Pentagon raises AI ambitions

The Defense Department wants to make AI training available to all DOD components by 2021.

data center analytics (Timofeev Vladimir/Shutterstock.com)
 

The Defense Department wants to accelerate its artificial intelligence efforts with increased personnel training, education and a new, collaborative cloud-based environment for tools and data-sharing called the Joint Common Foundation.

Defense Secretary Mark Esper said he wants to expand DOD's in-house AI community by increasing the Pentagon's Joint AI Center's nine-week training program available to all components over the next year.

The JAIC launched the Responsible AI Committee this year to help DOD leaders "foster a culture of AI ethics" and created "the Responsible AI Champions program, a nine-week training course for DOD personnel directly involved in the AI delivery pipeline," Esper said at DOD's two-day virtual AI symposium Sept. 9.

"We plan to scale this program to all DoD components over the coming year," the secretary said.

In October, the JAIC, which serves as DOD's epicenter for AI initiatives and coordination, plans to unveil a "six-week pilot course next month to train over 80 defense acquisition professionals of all ranks and grades" to teach personnel "how to apply AI and data science skills to our operations," Esper said.

The department is also planning "a real-world competition involving full-scale tactical aircraft in 2024" that pits human pilots against artificial intelligence-controlled aircraft, he said. The secretary also indicated that he would lobby Congress for "additional funding for the services to grow this effort over time and deliver an AI-ready workforce to the American people."

Dana Deasy, DOD's CIO, highlighted some of JAIC's accomplishments in a Sept. 10 speech, citing an "engine health model" for Black Hawk helicopter maintenance and a language processing application that will automatically review financial and administrative documents and memos for consistency, accuracy and compliance.

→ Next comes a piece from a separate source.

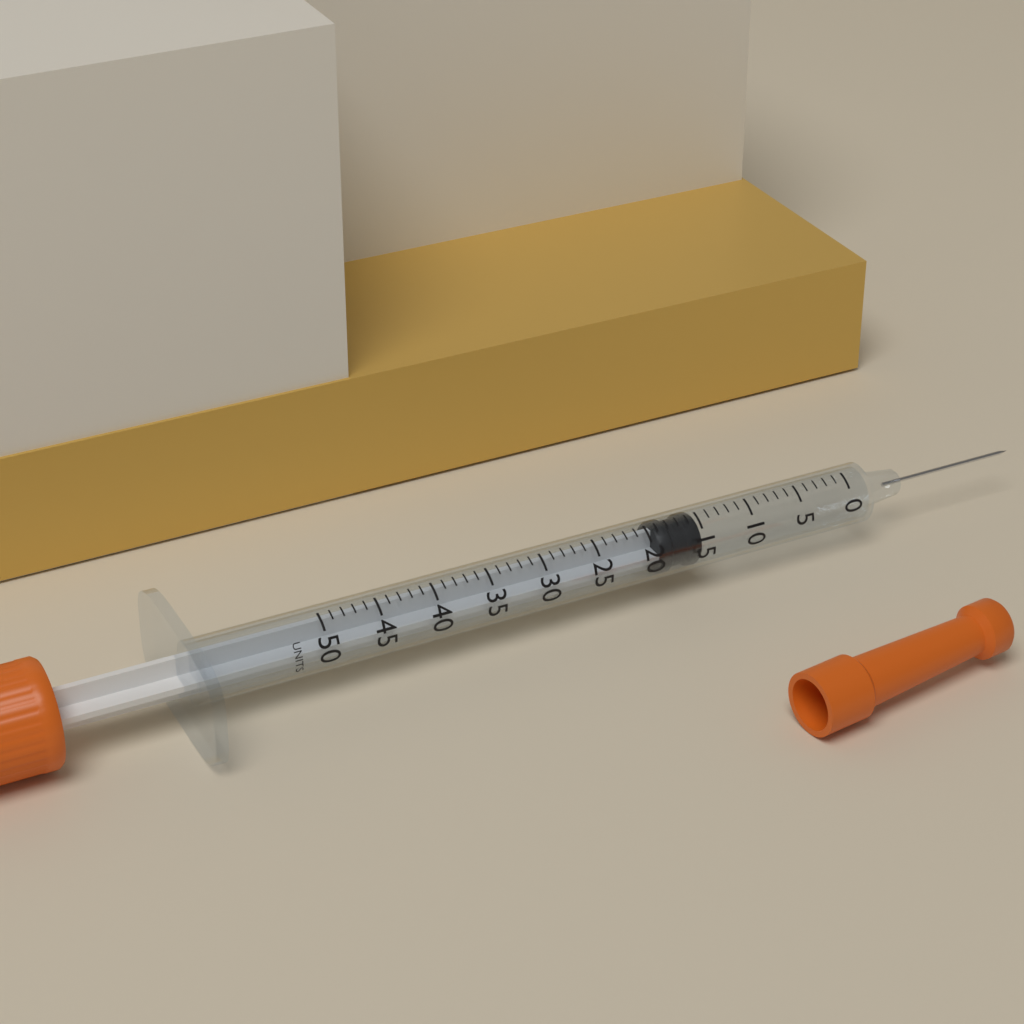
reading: 15 units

In addition to having more AI-educated personnel, DOD hopes to make tools and data readily available for them and industry partners just as quickly through the Joint Common Foundation.

"The JCF is built to be an environment that sits on top of things like Cloud One platform, JEDI, et cetera," the JAIC's acting director Nand Mulchandani told reporters Sept. 10, that will have labeled, curated data, tools, and systems for testing and evaluation.

Mulchandani said early access is now available to some mission partners with some now migrating to JCF, but wouldn't give specifics.

The Defense Information Systems Agency awarded Deloitte a $106 million contract to help build the JCF environment for the AI center in August, which Mulchandani said would allow industry partners to deploy tools straight to developers, and with that, make partnerships easier.

"We believe, and want, all of those products to be deployed through the JCF so that our developer community can actually have access to the best tech that's out there," Mulchandani said.

The Defense Department is also keen on cementing domestic commercial and international partnerships. The JAIC plans to release the AI-Partnership for Defense next week so military and defense organizations from select countries can work to incorporate ethics into their AI pipelines.

"Over the coming year, we expect to expand this initiative to include even more countries, as we create new frameworks and tools for data sharing, cooperative development, and strengthened interoperability," Esper said.